Talk about your non-traditional casting. Or your chance to play film director and figure out if you'd like the actor from column A or the one from column B.
Column A would be Todd Solondz's 1998 movie "Happiness," while column B is his 2010 release, "Life During Wartime." The second is a sequel-variation on the first, with the same characters recast regardless of such details as race or age.
In 1998, we slotted "Happiness" as No. 7 on our top 10 list for the year although we cautioned:
"This movie is definitely not for everyone, especially those offended by a film about a pedophile that refuses to merely paint him as a monster. 'Happiness' (also written by Mr. Solondz) may be the most subversive film of the year, starting with its title.
"But it also takes up residence in your brain and refuses to leave -- a sure sign that it strikes a chord, however dissonant, with its depiction of loneliness and dysfunction in America. The ensemble cast includes Dylan Baker, Cynthia Stevenson and Lara Flynn Boyle."
Now, swap out those three for Ciaran Hinds, Allison Janney and Ally Sheedy, for starters. Then, keep the dysfunction but weave in notions about forgiveness and ghosts.
Some characters are dead, others might as well be. "Just keep pretending like before," says a man whose family told everyone he had died. "If you pretend enough," he says, not bothering to finish the fatalistic sentence.
"Life During Wartime" opens with an anniversary dinner between Allen (Michael Kenneth Williams) and his wife, Joy (Shirley Henderson), that quickly sours. When a waitress recognizes Allen's voice, a sign that he hasn't stopped making obscene phone calls, Joy insists he doesn't do that any more. "We even threw out the phone book."
Her sister Trish (Ms. Janney), whose pedophile husband went to prison, is living in Florida and dating the divorced Harvey (Michael Lerner) who is refreshingly normal. It's so good, she tells him, to be with someone who's not "sicko-pervy."
She's a little pervy herself, however, when she describes her reaction to Harvey to her son, Timmy (Dylan Riley Snyder), who is preparing for his bar mitzvah. At least she acknowledges how inappropriate it is.
"Oh my God, what is wrong with me? How can I be talking about this with you?" Yes, how can you be?
"Life During Wartime" also revisits Trish's former husband, now played by Mr. Hinds; Trish and Joy's sister, a self-centered, successful screenwriter (Ms. Sheedy) who often is accused of being condescending, because she is; along with assorted children, specters and strangers in the night.

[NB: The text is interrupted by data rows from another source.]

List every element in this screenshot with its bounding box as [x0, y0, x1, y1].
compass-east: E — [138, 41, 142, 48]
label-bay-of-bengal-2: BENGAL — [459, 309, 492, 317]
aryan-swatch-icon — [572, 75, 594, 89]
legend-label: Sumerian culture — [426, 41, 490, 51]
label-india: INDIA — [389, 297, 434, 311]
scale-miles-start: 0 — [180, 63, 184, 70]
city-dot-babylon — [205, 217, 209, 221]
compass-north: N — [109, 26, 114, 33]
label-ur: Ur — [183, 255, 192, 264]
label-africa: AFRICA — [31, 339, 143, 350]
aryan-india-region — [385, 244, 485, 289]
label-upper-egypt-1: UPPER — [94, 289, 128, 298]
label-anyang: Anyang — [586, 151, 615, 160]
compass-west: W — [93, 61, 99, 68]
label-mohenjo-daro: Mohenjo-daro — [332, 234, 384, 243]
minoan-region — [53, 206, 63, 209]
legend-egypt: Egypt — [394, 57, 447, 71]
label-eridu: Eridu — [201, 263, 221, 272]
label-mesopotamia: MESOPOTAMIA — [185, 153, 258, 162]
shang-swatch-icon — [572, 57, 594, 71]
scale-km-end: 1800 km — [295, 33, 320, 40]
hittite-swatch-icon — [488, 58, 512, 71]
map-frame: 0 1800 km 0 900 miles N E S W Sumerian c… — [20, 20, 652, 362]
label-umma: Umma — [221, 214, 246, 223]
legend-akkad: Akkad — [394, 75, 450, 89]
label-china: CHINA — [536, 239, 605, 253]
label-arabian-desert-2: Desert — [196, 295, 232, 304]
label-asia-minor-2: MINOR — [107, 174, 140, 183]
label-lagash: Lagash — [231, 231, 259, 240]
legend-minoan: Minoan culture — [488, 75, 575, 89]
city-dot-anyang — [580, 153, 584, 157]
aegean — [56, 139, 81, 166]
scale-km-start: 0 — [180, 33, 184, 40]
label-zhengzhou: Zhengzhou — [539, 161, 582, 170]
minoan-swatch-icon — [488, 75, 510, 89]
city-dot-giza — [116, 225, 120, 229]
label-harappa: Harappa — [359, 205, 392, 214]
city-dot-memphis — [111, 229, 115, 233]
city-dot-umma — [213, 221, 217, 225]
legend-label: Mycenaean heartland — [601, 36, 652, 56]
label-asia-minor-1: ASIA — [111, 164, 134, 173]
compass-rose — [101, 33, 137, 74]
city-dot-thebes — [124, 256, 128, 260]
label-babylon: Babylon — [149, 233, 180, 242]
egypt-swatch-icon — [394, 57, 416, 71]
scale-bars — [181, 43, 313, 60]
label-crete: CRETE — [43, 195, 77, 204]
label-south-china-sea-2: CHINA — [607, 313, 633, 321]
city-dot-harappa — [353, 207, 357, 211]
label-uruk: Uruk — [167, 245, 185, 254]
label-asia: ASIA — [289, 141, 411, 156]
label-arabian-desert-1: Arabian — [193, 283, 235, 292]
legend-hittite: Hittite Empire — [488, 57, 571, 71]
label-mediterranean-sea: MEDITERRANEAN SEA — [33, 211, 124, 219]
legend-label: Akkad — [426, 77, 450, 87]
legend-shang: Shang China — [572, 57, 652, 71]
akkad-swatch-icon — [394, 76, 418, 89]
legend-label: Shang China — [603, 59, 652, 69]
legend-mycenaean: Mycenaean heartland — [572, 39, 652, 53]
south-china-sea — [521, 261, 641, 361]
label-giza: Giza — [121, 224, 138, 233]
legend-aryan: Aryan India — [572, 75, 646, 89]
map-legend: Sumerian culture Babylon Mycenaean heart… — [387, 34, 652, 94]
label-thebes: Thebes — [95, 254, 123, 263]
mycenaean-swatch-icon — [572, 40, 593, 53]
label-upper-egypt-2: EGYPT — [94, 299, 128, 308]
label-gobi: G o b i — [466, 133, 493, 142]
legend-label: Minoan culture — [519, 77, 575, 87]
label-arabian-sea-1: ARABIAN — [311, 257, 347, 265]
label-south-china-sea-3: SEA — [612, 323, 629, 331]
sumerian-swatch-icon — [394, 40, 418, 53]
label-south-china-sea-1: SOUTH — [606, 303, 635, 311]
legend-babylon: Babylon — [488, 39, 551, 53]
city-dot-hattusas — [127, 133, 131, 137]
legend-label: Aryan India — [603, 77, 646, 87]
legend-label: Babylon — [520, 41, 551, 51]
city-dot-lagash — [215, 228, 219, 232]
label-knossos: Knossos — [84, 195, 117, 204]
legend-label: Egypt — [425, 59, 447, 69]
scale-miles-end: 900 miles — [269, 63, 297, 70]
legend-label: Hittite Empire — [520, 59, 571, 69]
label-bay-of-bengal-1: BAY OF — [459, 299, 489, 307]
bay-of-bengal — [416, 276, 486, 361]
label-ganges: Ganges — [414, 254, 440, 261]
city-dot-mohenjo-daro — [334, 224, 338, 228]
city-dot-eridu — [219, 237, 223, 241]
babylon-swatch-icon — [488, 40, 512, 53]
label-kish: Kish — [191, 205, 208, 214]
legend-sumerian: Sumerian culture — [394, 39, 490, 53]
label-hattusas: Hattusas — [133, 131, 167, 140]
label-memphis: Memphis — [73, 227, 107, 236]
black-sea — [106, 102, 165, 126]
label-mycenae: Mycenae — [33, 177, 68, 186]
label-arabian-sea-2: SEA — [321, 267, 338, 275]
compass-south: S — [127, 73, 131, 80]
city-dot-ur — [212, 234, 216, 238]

Mr. Solondz has pulled off a bold experiment that, frankly, works best if you reacquaint yourself with the "Happiness" households and previous perversions and peccadillos.
Substituting Mr. Hinds for Mr. Baker changes the vibe of the character from seemingly all-American husband and psychiatrist to an Irishman who naturally looks like he harbors a sinister secret. Or maybe a stint in prison will do that to a man.
The boy about to mark his bar mitzvah is simply too naive in these days of the Internet and stranger-danger instruction. It doesn't matter that, with his freckled face and dated haircut, he looks as if he was transported from the 1960s.
However, this dark, sometimes comic look at prisoners of love and life works better than it should for a couple of reasons: the caliber of the cast, which also includes Charlotte Rampling as a bitter barfly; little comic moments dealing with restaurants and karaoke; and the outrageous ways characters speak or behave.
It's like waiting to see what the inappropriate or tasteless party guest or office mate will say or do next. Your jaw may drop, but you won't be able to look away or tune it out, although you will be relieved when he goes home.
Opens Friday at the Regent Square Theater in Edgewood.